116 3rd St SE
Cedar Rapids, Iowa 52401
Volunteers sought to monitor state’s burgeoning population
Orlan Love
Jan. 28, 2010 8:04 pm
The exponential growth of bald eagles in Iowa has exceeded the Department of Natural Resources' ability to monitor the expansion and the success of the nests.
To help track the proliferation, the DNR is looking for people to “adopt” one of 54 selected eagle nests and become an official monitor.
“We hope in the next two years to start getting a better handle on Iowa's eagle nesting success in Iowa, and we hope to get some help with that from Iowans,” said DNR wildlife diversity biologist Stephanie Shepherd, who is coordinating the effort.
From just one in 1977, the number of active bald eagle nests in Iowa has increased to at least 254 in recent years. Biologists attribute the turnaround to the 1972 banning of DDT, a pesticide that fatally thinned raptors' eggshells.

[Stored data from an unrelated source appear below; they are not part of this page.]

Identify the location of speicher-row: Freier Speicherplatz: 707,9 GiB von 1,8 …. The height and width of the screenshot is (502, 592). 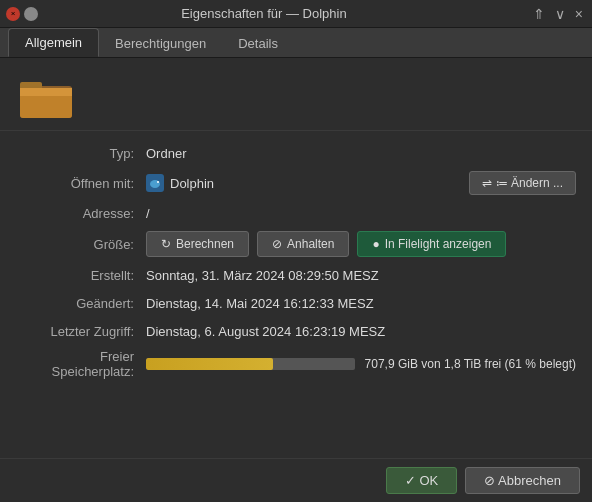
(296, 364).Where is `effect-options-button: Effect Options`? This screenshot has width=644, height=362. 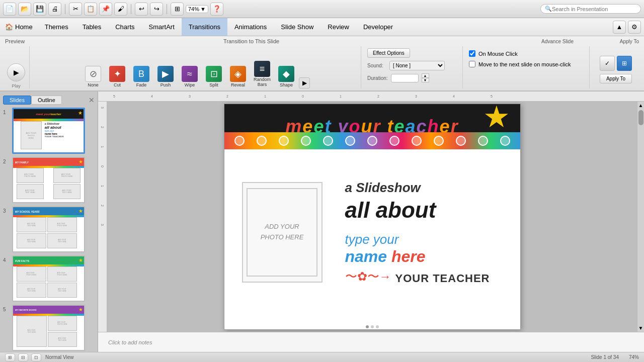
effect-options-button: Effect Options is located at coordinates (388, 53).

“In the 1990s, we had a pretty good idea of where all the eagle nests were and what was going on with them,” Shepherd said. With the subsequent rapid increase, “the nests we are aware of are likely just the tip of the iceberg, and we have little data on how successful and productive those nests are.”
The removal of the bald eagle from the federal endangered species list and its upgrading in Iowa from “endangered” to “special concern” does not mean the birds' welfare can be taken for granted, Shepherd said.

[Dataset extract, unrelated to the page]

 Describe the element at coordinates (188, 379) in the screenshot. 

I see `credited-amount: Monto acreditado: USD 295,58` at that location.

Besides dwindling habitat, eagles face dangers ranging from lead poisoning and collisions with power lines and vehicles to being shot by thoughtless people, she said.
Though eagles now nest in 86 of Iowa's 99 counties, including Linn and Johnson, well more than half of Iowa's eagle nests are in five counties bordering the Mississippi River. A high percentage of those nests are within the Upper Mississippi National Fish and Wildlife Refuge, whose personnel track eagle-nesting success.
Refuge specialist Tim Loose said there were 136 eagle nests last year in the refuge's McGregor District, which includes the river and a narrow band on each side from Genoa, Wis., to Dubuque, a distance of a little more than 100 miles.
The refuge, he said, has in abundance the three things eagles value most in a nesting site: water, which is essential to eagles' favorite food source, fish; trees large enough to hold their potentially 1-ton nests; and solitude.
While eagles prefer solitude for their nest sites, they have demonstrated increasing tolerance of human activity, as well as proximity to other eagle nests.
“We have seen nests built around farmyards where people come and go all the time,” Shepherd said. Eagles also have built nests along rivers within the city limits of Des Moines, Ames and Cedar Rapids.
Loose said he does not believe Iowa eagles have come close to using up all available nest sites. “We used to think eagle nests had to be at least a mile apart, but we see them within 200 yards of each other,” he said.
An American Bald Eagle keeps a watchful eye on the Iowa River as he hunts from a tree in Lower City Park Monday, February 6, 2006 in Iowa City.